Friday, January 05, 2018

Art Heist Thriller from Neil Olson, THE BLACK PAINTING

People still obsess about America's most well-known art heist: The one that took place at Boston's Isabella Stewart Gardner Museum in 1990 has not been solved and is often described as "must be connected to the Mob." Or some other massive underworld structure.

Other noted thefts involved the "Mona Lisa" (lost for two years) and two thefts of Edvard Munch's "The Scream." Two Renoirs and a Rembrandt left a Swedish museum and were recovered. And then of course there's the noted and extensive art plundering done by Nazi forces in Europe.

So when Neil Olson's new thriller THE BLACK PAINTING (Jan. 9 release) begins with a death in a coastal New England family, and coalesces around a missing painting by Francisco Goya, the tension increased with each twist of plot -- and we readers know something of what's at stake. Not only is there a dead grandfather (manipulative even after his lifetime) and an art heist ... there's obsession, with all its dark shadows and complicities.

Goya's art at its most intense depicted the "Disasters of War" -- dark, disturbing paintings that remind viewers of the horrors of the battlefields, which for him focused on the 1802 Peninsular War. But consensus is that the painter struggled with intense mental illness as well, and his final noted 14-image series, the "Black Paintings" (for both their appearance and topics), gives us a phenomenal view of terror within the soul.

Olson, whose first blockbuster novel The Icon also involved art theft (his early education was as an art historian), seizes the despair and fear involved in the Black Paintings to become the center of this new novel -- and invents a fifteenth painting that has found its way, perhaps illegally, to the home of the Morse family.
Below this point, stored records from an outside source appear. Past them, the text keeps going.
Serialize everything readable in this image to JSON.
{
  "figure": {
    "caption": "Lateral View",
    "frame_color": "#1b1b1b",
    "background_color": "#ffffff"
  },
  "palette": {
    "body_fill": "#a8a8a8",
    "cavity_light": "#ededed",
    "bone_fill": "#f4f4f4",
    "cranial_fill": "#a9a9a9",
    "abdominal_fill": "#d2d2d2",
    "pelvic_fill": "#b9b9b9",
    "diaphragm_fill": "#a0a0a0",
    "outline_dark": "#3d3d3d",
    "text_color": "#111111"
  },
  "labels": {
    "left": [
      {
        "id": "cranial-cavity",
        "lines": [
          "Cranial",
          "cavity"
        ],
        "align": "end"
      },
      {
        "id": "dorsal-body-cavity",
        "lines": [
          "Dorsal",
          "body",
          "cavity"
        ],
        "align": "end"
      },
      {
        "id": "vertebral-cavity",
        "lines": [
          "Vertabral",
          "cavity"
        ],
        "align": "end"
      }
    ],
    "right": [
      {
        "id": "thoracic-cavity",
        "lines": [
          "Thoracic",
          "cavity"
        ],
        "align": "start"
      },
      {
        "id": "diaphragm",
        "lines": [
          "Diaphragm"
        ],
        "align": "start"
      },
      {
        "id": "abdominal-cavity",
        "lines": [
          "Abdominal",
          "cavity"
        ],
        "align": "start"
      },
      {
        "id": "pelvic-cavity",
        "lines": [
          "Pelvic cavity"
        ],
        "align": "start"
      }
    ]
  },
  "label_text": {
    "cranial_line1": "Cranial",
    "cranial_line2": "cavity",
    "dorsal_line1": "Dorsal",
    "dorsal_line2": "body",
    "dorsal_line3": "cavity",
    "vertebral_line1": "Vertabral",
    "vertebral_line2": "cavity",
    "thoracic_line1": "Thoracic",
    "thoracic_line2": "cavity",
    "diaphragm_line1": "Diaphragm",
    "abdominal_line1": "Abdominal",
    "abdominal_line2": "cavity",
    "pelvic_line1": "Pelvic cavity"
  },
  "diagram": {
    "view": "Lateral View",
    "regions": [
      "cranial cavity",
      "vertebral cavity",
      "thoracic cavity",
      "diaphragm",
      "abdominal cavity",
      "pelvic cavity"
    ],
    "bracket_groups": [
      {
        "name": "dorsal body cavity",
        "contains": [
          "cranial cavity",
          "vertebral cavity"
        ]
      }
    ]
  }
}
Now the painting is gone, and the family patriarch's death creates further chaos among especially his grown grandchildren, each fragile in a separate way, and each still under the older man's thumb.

The thriller -- which is an intense page-turner -- comes to us through the eyes of the apparently most broken and frail of the cousins, Teresa, whose Spanish father, long gone, once connected deeply with the painting and its fierce owner. As the art historian in the family, she's also the one who understands the painting itself. She explains to her cousins:
"There's a painting in a private collection in New York which a few historians think is that lost one."
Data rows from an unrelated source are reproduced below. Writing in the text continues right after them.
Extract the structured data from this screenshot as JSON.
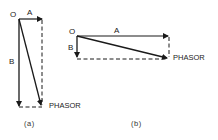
{
  "diagrams": [
    {
      "id": "a",
      "caption": "(a)",
      "labels": {
        "origin": "O",
        "vector_a": "A",
        "vector_b": "B",
        "resultant": "PHASOR"
      }
    },
    {
      "id": "b",
      "caption": "(b)",
      "labels": {
        "origin": "O",
        "vector_a": "A",
        "vector_b": "B",
        "resultant": "PHASOR"
      }
    }
  ],
  "colors": {
    "stroke": "#1a1a1a",
    "background": "#ffffff"
  }
}
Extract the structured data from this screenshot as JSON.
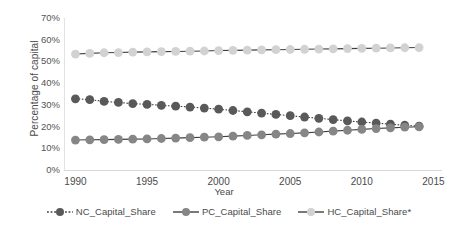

"But we know it's not," James insisted, "because Grandpa had it."

"Maybe they're both real," Teresa replied, not liking his agitation. "Maybe neither. I never saw the portrait. The point is ..." ...

"You haven't answered his question," Audrey pressed. "How did this demon get from Goya into the painting."
Fear not, this is far from a paranormal thread. As Teresa quickly answers, "You're being too literal. The demon is a metaphor for the trouble in his life."
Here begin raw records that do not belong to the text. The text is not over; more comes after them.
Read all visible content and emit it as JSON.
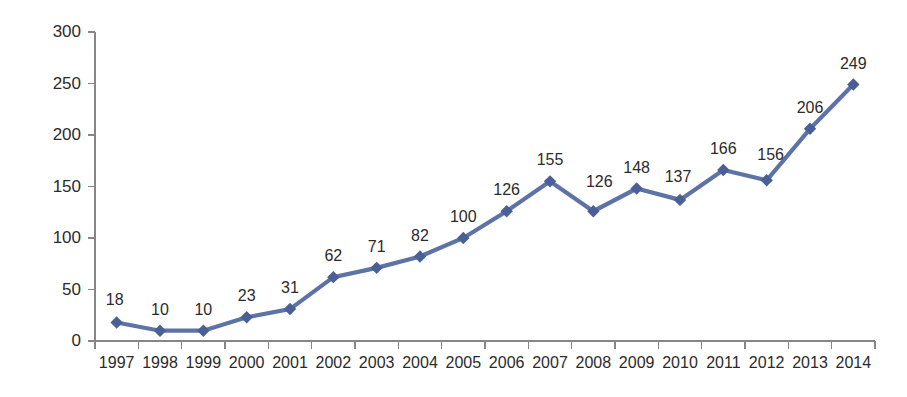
{
  "chart_data": {
    "type": "line",
    "title": "",
    "subtitle": "",
    "xlabel": "",
    "ylabel": "",
    "categories": [
      "1997",
      "1998",
      "1999",
      "2000",
      "2001",
      "2002",
      "2003",
      "2004",
      "2005",
      "2006",
      "2007",
      "2008",
      "2009",
      "2010",
      "2011",
      "2012",
      "2013",
      "2014"
    ],
    "values": [
      18,
      10,
      10,
      23,
      31,
      62,
      71,
      82,
      100,
      126,
      155,
      126,
      148,
      137,
      166,
      156,
      206,
      249
    ],
    "data_labels": [
      "18",
      "10",
      "10",
      "23",
      "31",
      "62",
      "71",
      "82",
      "100",
      "126",
      "155",
      "126",
      "148",
      "137",
      "166",
      "156",
      "206",
      "249"
    ],
    "ylim": [
      0,
      300
    ],
    "yticks": [
      0,
      50,
      100,
      150,
      200,
      250,
      300
    ],
    "ytick_labels": [
      "0",
      "50",
      "100",
      "150",
      "200",
      "250",
      "300"
    ],
    "grid": false,
    "legend": false,
    "legend_position": "none",
    "show_data_labels": true,
    "marker": "diamond",
    "series": [
      {
        "name": "",
        "values": [
          18,
          10,
          10,
          23,
          31,
          62,
          71,
          82,
          100,
          126,
          155,
          126,
          148,
          137,
          166,
          156,
          206,
          249
        ]
      }
    ]
  },
  "style": {
    "series_color": "#5D73A6",
    "marker_color": "#4A5F94",
    "axis_color": "#868686",
    "label_color": "#2b2b2b",
    "background": "#ffffff"
  }
}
And for their grandfather himself, no doubt. As the cousins struggle to escape the old man's domination, their own demons become increasingly evident. Can Teresa push past her physical ailments, her uncertain memories, and her confused understandings of her cousins, to find the answers she needs? Will she risk her life in doing so?

Acutely probing the damage of generations of manipulation and domination, Olson's mystery/thriller resonates more deeply than many in a similar genre, including such line-crossers as The Da Vinci Code -- at heart, this is a book about the demons within a family ... and whether they can be faced, or ever exorcised.

Quick comment about the cover art: Ignore it. It's got nothing to do with the story, and it's silly. The publisher, by the way, is Hanover Square Press -- yet another focused imprint of Harlequin and HarperCollins.

PS:  Looking for more mystery reviews, from cozy to very dark? Browse the Kingdom Books mysteries review blog here.